Khol placed a call to Todd Seaborn and said but one word, “Go.” He hung up. Over the course of the next ten minutes every bookie in this town—and more important, a few in Las Vegas—would hear that Michael Raphael had placed a twenty-thousand-dollar bet on Jessie
to win
. The bookie who had handled the bet would be mentioned by name. Khol couldn’t allow all the information to be passed along, not without the setup being spotted for what it was, so he left the rest of it up to greed and malice. The people for whom Raphael worked would already be disconcerted by Jessie’s sensational performance. When word came that their
own bagman had placed twenty large on a
victory
by the woman who was supposed to shave points, the shit would hit the racquet. Khol’s only concern now was that he manage to pull off placing himself squarely in the middle of the chaos that seemed certain to ensue. Anything short of that, and their efforts would fail.

• • •

J
essie no longer saw herself as a backboard. All these years, and she realized that she’d been imagining herself as a backboard to the other player’s serves.
Get in the way of the ball
, and at least it got back over. Suddenly, right there on “center court” of the finals, she found herself attacking Brazinski’s serves, winding up and pounding them back down the pipe so that they seemed to return faster than they’d arrived. She caught Brazinski flat-footed and looking on in complete disbelief. The old Jessie was gone. One serve, a single stroke, and everything was different. Jessie was no longer a weak returner. A matter of attitude was all. Jessie took the game 40–love, the set, 6–4, the match 2 sets to 1. Invincible. The crowd erupted in adoration. Jessie searched the stands for any sign of Khol, and prepared herself for the acting role of a lifetime.

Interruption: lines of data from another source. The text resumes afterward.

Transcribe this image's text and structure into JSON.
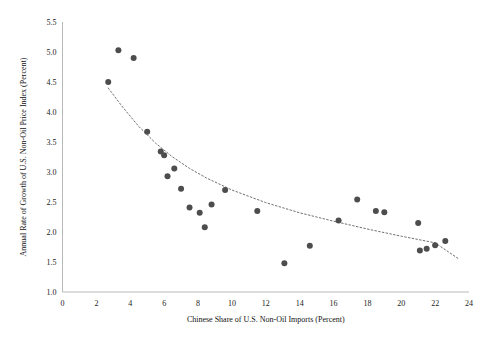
{
  "chart_data": {
    "type": "scatter",
    "title": "",
    "xlabel": "Chinese Share of U.S. Non-Oil Imports (Percent)",
    "ylabel": "Annual Rate of Growth of U.S. Non-Oil Price Index (Percent)",
    "xlim": [
      0,
      24
    ],
    "ylim": [
      1.0,
      5.5
    ],
    "xticks": [
      0,
      2,
      4,
      6,
      8,
      10,
      12,
      14,
      16,
      18,
      20,
      22,
      24
    ],
    "yticks": [
      1.0,
      1.5,
      2.0,
      2.5,
      3.0,
      3.5,
      4.0,
      4.5,
      5.0,
      5.5
    ],
    "xtick_labels": [
      "0",
      "2",
      "4",
      "6",
      "8",
      "10",
      "12",
      "14",
      "16",
      "18",
      "20",
      "22",
      "24"
    ],
    "ytick_labels": [
      "1.0",
      "1.5",
      "2.0",
      "2.5",
      "3.0",
      "3.5",
      "4.0",
      "4.5",
      "5.0",
      "5.5"
    ],
    "grid": false,
    "legend": "none",
    "marker_color": "#4d4d4d",
    "trendline_color": "#6f6f6f",
    "trendline_style": "dotted",
    "points": [
      {
        "x": 2.7,
        "y": 4.5
      },
      {
        "x": 3.3,
        "y": 5.03
      },
      {
        "x": 4.2,
        "y": 4.9
      },
      {
        "x": 5.0,
        "y": 3.67
      },
      {
        "x": 5.8,
        "y": 3.34
      },
      {
        "x": 6.0,
        "y": 3.28
      },
      {
        "x": 6.2,
        "y": 2.93
      },
      {
        "x": 6.6,
        "y": 3.06
      },
      {
        "x": 7.0,
        "y": 2.72
      },
      {
        "x": 7.5,
        "y": 2.41
      },
      {
        "x": 8.1,
        "y": 2.32
      },
      {
        "x": 8.4,
        "y": 2.08
      },
      {
        "x": 8.8,
        "y": 2.46
      },
      {
        "x": 9.6,
        "y": 2.7
      },
      {
        "x": 11.5,
        "y": 2.35
      },
      {
        "x": 13.1,
        "y": 1.48
      },
      {
        "x": 14.6,
        "y": 1.77
      },
      {
        "x": 16.3,
        "y": 2.19
      },
      {
        "x": 17.4,
        "y": 2.54
      },
      {
        "x": 18.5,
        "y": 2.35
      },
      {
        "x": 19.0,
        "y": 2.33
      },
      {
        "x": 21.0,
        "y": 2.15
      },
      {
        "x": 21.1,
        "y": 1.69
      },
      {
        "x": 21.5,
        "y": 1.72
      },
      {
        "x": 22.0,
        "y": 1.78
      },
      {
        "x": 22.6,
        "y": 1.85
      }
    ],
    "trendline": [
      {
        "x": 2.7,
        "y": 4.4
      },
      {
        "x": 3.5,
        "y": 4.1
      },
      {
        "x": 4.5,
        "y": 3.76
      },
      {
        "x": 5.5,
        "y": 3.48
      },
      {
        "x": 6.5,
        "y": 3.25
      },
      {
        "x": 7.5,
        "y": 3.06
      },
      {
        "x": 8.5,
        "y": 2.9
      },
      {
        "x": 10.0,
        "y": 2.7
      },
      {
        "x": 12.0,
        "y": 2.49
      },
      {
        "x": 14.0,
        "y": 2.32
      },
      {
        "x": 16.0,
        "y": 2.18
      },
      {
        "x": 18.0,
        "y": 2.05
      },
      {
        "x": 20.0,
        "y": 1.93
      },
      {
        "x": 22.0,
        "y": 1.82
      },
      {
        "x": 23.4,
        "y": 1.55
      }
    ]
  }
}
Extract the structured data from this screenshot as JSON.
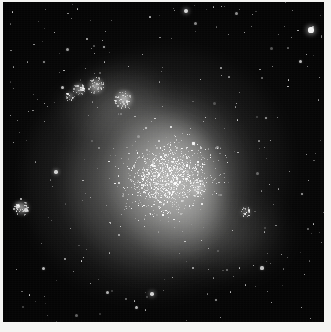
{
  "image": {
    "kind": "astronomical-photograph",
    "subject": "irregular dwarf galaxy resolved into stars",
    "medium": "grayscale photographic plate",
    "caption": "",
    "width_px": 331,
    "height_px": 332
  },
  "frame": {
    "border_color": "#f4f4f2",
    "sky_color": "#040404",
    "border_top_px": 2,
    "border_left_px": 3,
    "border_right_px": 7,
    "border_bottom_px": 10
  },
  "field": {
    "x": 3,
    "y": 2,
    "width": 321,
    "height": 320,
    "background_hex": "#040404"
  },
  "galaxy": {
    "name_shown": "",
    "morphology": "irregular / Magellanic-type",
    "center_x": 168,
    "center_y": 178,
    "extent_x_px": 250,
    "extent_y_px": 240,
    "position_angle_deg": -22,
    "glow_hex": "#b4b4b1",
    "components": [
      {
        "id": "halo-outer",
        "x": 18,
        "y": 48,
        "w": 270,
        "h": 248,
        "rot": -22,
        "peak_alpha": 0.34
      },
      {
        "id": "halo-mid",
        "x": 62,
        "y": 88,
        "w": 186,
        "h": 186,
        "rot": -28,
        "peak_alpha": 0.4
      },
      {
        "id": "halo-bar",
        "x": 110,
        "y": 108,
        "w": 112,
        "h": 150,
        "rot": -16,
        "peak_alpha": 0.46
      },
      {
        "id": "halo-core",
        "x": 142,
        "y": 128,
        "w": 74,
        "h": 104,
        "rot": -12,
        "peak_alpha": 0.4
      },
      {
        "id": "halo-nw",
        "x": 58,
        "y": 66,
        "w": 104,
        "h": 70,
        "rot": -18,
        "peak_alpha": 0.3
      },
      {
        "id": "halo-se",
        "x": 178,
        "y": 196,
        "w": 108,
        "h": 80,
        "rot": -8,
        "peak_alpha": 0.24
      }
    ]
  },
  "knots": [
    {
      "name": "hii-knot-nw-1",
      "x": 79,
      "y": 89,
      "r": 7,
      "brightness": 0.62
    },
    {
      "name": "hii-knot-nw-2",
      "x": 96,
      "y": 86,
      "r": 9,
      "brightness": 0.74
    },
    {
      "name": "hii-knot-nw-3",
      "x": 124,
      "y": 99,
      "r": 10,
      "brightness": 0.78
    },
    {
      "name": "hii-knot-nw-4",
      "x": 70,
      "y": 96,
      "r": 5,
      "brightness": 0.48
    },
    {
      "name": "hii-knot-inner",
      "x": 198,
      "y": 188,
      "r": 9,
      "brightness": 0.4
    },
    {
      "name": "hii-knot-se",
      "x": 246,
      "y": 212,
      "r": 6,
      "brightness": 0.32
    },
    {
      "name": "star-cluster-sw",
      "x": 22,
      "y": 208,
      "r": 8,
      "brightness": 0.7
    }
  ],
  "bright_stars": [
    {
      "name": "field-star-ne-bright",
      "x": 311,
      "y": 30,
      "r": 2.6,
      "mag": 0.95
    },
    {
      "name": "field-star-n",
      "x": 186,
      "y": 11,
      "r": 1.9,
      "mag": 0.85
    },
    {
      "name": "field-star-nw",
      "x": 104,
      "y": 47,
      "r": 1.4,
      "mag": 0.7
    },
    {
      "name": "field-star-w",
      "x": 62,
      "y": 87,
      "r": 1.5,
      "mag": 0.72
    },
    {
      "name": "field-star-wmid",
      "x": 56,
      "y": 172,
      "r": 1.7,
      "mag": 0.8
    },
    {
      "name": "field-star-sw-cluster-a",
      "x": 18,
      "y": 206,
      "r": 1.8,
      "mag": 0.82
    },
    {
      "name": "field-star-sw-cluster-b",
      "x": 26,
      "y": 210,
      "r": 1.6,
      "mag": 0.76
    },
    {
      "name": "field-star-s",
      "x": 152,
      "y": 294,
      "r": 1.8,
      "mag": 0.82
    },
    {
      "name": "field-star-s2",
      "x": 136,
      "y": 307,
      "r": 1.5,
      "mag": 0.7
    },
    {
      "name": "field-star-se",
      "x": 262,
      "y": 268,
      "r": 1.6,
      "mag": 0.74
    },
    {
      "name": "field-star-e",
      "x": 302,
      "y": 194,
      "r": 1.4,
      "mag": 0.66
    },
    {
      "name": "field-star-ne2",
      "x": 266,
      "y": 118,
      "r": 1.3,
      "mag": 0.62
    },
    {
      "name": "field-star-core",
      "x": 146,
      "y": 128,
      "r": 1.4,
      "mag": 0.68
    },
    {
      "name": "field-star-nnw",
      "x": 44,
      "y": 62,
      "r": 1.2,
      "mag": 0.58
    },
    {
      "name": "field-star-sse",
      "x": 216,
      "y": 300,
      "r": 1.3,
      "mag": 0.6
    }
  ],
  "starfield": {
    "sparse_field_count": 260,
    "resolved_galaxy_count": 2600,
    "star_color_hex": "#ffffff"
  }
}
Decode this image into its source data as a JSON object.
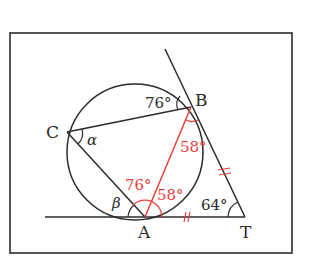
{
  "colors": {
    "ink": "#2b2b2b",
    "accent": "#e8413a",
    "background": "#ffffff"
  },
  "points": {
    "A": {
      "label": "A"
    },
    "B": {
      "label": "B"
    },
    "C": {
      "label": "C"
    },
    "T": {
      "label": "T"
    }
  },
  "angles": {
    "angle_B_black": "76°",
    "angle_B_red": "58°",
    "angle_A_left_red": "76°",
    "angle_A_right_red": "58°",
    "angle_T": "64°",
    "alpha": "α",
    "beta": "β"
  },
  "marks": {
    "equal_TB": "=",
    "equal_AT": "〃"
  }
}
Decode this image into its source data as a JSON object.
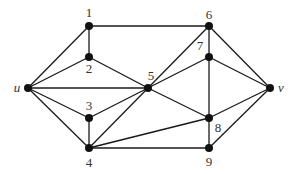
{
  "diagram": {
    "type": "undirected-graph",
    "nodes": [
      {
        "id": "1",
        "label": "1",
        "x": 89,
        "y": 26,
        "lx": 89,
        "ly": 17,
        "italic": false
      },
      {
        "id": "2",
        "label": "2",
        "x": 89,
        "y": 57,
        "lx": 89,
        "ly": 73,
        "italic": false
      },
      {
        "id": "u",
        "label": "u",
        "x": 28,
        "y": 88,
        "lx": 17,
        "ly": 92,
        "italic": true
      },
      {
        "id": "5",
        "label": "5",
        "x": 148,
        "y": 88,
        "lx": 151,
        "ly": 80,
        "italic": false
      },
      {
        "id": "3",
        "label": "3",
        "x": 89,
        "y": 118,
        "lx": 89,
        "ly": 110,
        "italic": false
      },
      {
        "id": "4",
        "label": "4",
        "x": 89,
        "y": 148,
        "lx": 89,
        "ly": 167,
        "italic": false
      },
      {
        "id": "6",
        "label": "6",
        "x": 209,
        "y": 26,
        "lx": 209,
        "ly": 19,
        "italic": false
      },
      {
        "id": "7",
        "label": "7",
        "x": 209,
        "y": 57,
        "lx": 200,
        "ly": 50,
        "italic": false
      },
      {
        "id": "v",
        "label": "v",
        "x": 270,
        "y": 88,
        "lx": 281,
        "ly": 92,
        "italic": true
      },
      {
        "id": "8",
        "label": "8",
        "x": 209,
        "y": 118,
        "lx": 218,
        "ly": 132,
        "italic": false
      },
      {
        "id": "9",
        "label": "9",
        "x": 209,
        "y": 148,
        "lx": 209,
        "ly": 166,
        "italic": false
      }
    ],
    "edges": [
      [
        "u",
        "1"
      ],
      [
        "u",
        "2"
      ],
      [
        "u",
        "5"
      ],
      [
        "u",
        "3"
      ],
      [
        "u",
        "4"
      ],
      [
        "1",
        "2"
      ],
      [
        "1",
        "6"
      ],
      [
        "2",
        "5"
      ],
      [
        "3",
        "5"
      ],
      [
        "3",
        "4"
      ],
      [
        "4",
        "5"
      ],
      [
        "4",
        "8"
      ],
      [
        "4",
        "9"
      ],
      [
        "5",
        "6"
      ],
      [
        "5",
        "7"
      ],
      [
        "5",
        "8"
      ],
      [
        "6",
        "7"
      ],
      [
        "6",
        "v"
      ],
      [
        "7",
        "v"
      ],
      [
        "7",
        "8"
      ],
      [
        "8",
        "9"
      ],
      [
        "8",
        "v"
      ],
      [
        "9",
        "v"
      ]
    ],
    "style": {
      "node_color": "#111111",
      "edge_color": "#1a1a1a",
      "label_color": "#333333",
      "background": "#ffffff"
    }
  }
}
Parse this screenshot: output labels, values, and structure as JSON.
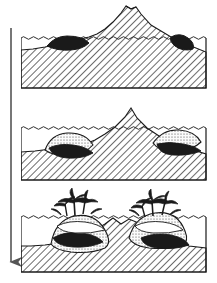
{
  "figure": {
    "type": "geological cross-section sequence",
    "stage_count": 3,
    "background_color": "#ffffff",
    "line_color": "#1a1a1a",
    "reef_dark_color": "#1a1a1a",
    "reef_light_color": "#f2f2f2",
    "rock_hatch_color": "#4a4a4a"
  },
  "subsidence_arrow": {
    "icon": "down-arrow-icon",
    "meaning": "subsidence over time",
    "x": 11,
    "y_top": 28,
    "y_bottom": 270,
    "color": "#555555"
  },
  "panels": [
    {
      "id": "stage-1",
      "label": "volcanic island with fringing reef",
      "frame": {
        "x": 21,
        "y": 38,
        "width": 185,
        "height": 50
      },
      "sea_level_y": 38,
      "peak": {
        "x": 113,
        "y": 6,
        "has_crater": true
      },
      "reefs": [
        {
          "side": "left",
          "type": "fringing",
          "dark": true,
          "stippled": false
        },
        {
          "side": "right",
          "type": "fringing",
          "dark": true,
          "stippled": false
        }
      ],
      "islands_above_water": 1,
      "palms": 0
    },
    {
      "id": "stage-2",
      "label": "subsiding island with barrier reef",
      "frame": {
        "x": 21,
        "y": 128,
        "width": 185,
        "height": 52
      },
      "sea_level_y": 128,
      "peak": {
        "x": 110,
        "y": 108,
        "has_crater": false
      },
      "reefs": [
        {
          "side": "left",
          "type": "barrier",
          "dark": true,
          "stippled": true
        },
        {
          "side": "right",
          "type": "barrier",
          "dark": true,
          "stippled": true
        }
      ],
      "islands_above_water": 1,
      "palms": 0
    },
    {
      "id": "stage-3",
      "label": "atoll with coral islets and palms",
      "frame": {
        "x": 21,
        "y": 217,
        "width": 185,
        "height": 55
      },
      "sea_level_y": 217,
      "peak": {
        "x": 113,
        "y": 224,
        "has_crater": false
      },
      "reefs": [
        {
          "side": "left",
          "type": "atoll",
          "dark": true,
          "stippled": true
        },
        {
          "side": "right",
          "type": "atoll",
          "dark": true,
          "stippled": true
        }
      ],
      "islands_above_water": 2,
      "palms": 2
    }
  ]
}
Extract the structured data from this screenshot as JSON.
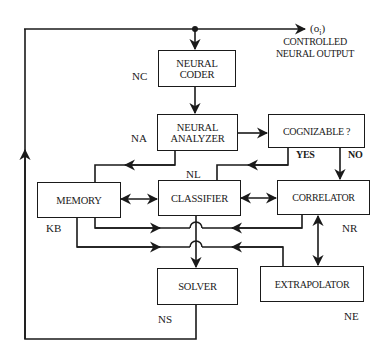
{
  "diagram": {
    "output": {
      "symbol": "(o",
      "subscript": "i",
      "close": ")",
      "line1": "CONTROLLED",
      "line2": "NEURAL OUTPUT"
    },
    "blocks": {
      "coder": {
        "line1": "NEURAL",
        "line2": "CODER",
        "tag": "NC"
      },
      "analyzer": {
        "line1": "NEURAL",
        "line2": "ANALYZER",
        "tag": "NA"
      },
      "cognizable": {
        "label": "COGNIZABLE ?"
      },
      "memory": {
        "label": "MEMORY",
        "tag": "KB"
      },
      "classifier": {
        "label": "CLASSIFIER",
        "tag": "NL"
      },
      "correlator": {
        "label": "CORRELATOR",
        "tag": "NR"
      },
      "solver": {
        "label": "SOLVER",
        "tag": "NS"
      },
      "extrapolator": {
        "label": "EXTRAPOLATOR",
        "tag": "NE"
      }
    },
    "branches": {
      "yes": "YES",
      "no": "NO"
    }
  }
}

The color commentator hurried across the court with a camera crew. Every eye in the place was trained on her, as she shook both Brazinski’s and the referee’s hands and then collapsed into the chairs alongside her racquet bag.

“What’s it feel like to be number one in the world?” the commentator shouted loudly over the roar of the fans.

Jessie bent over, threw a towel over her head, and cried.

• • •

K
hol had been in the stands of tennis matches his whole life and could judge their movement like a fly fisherman can judge a river’s current. Michael Raphael, a relative newcomer, hadn’t a clue. With his attention on the people surrounding him, now more than ever afraid the Baseball Bat Brigade would fall into lockstep somewhere behind him, Raphael misjudged which exit tunnel to push toward and got caught in the mother lode of all logjams.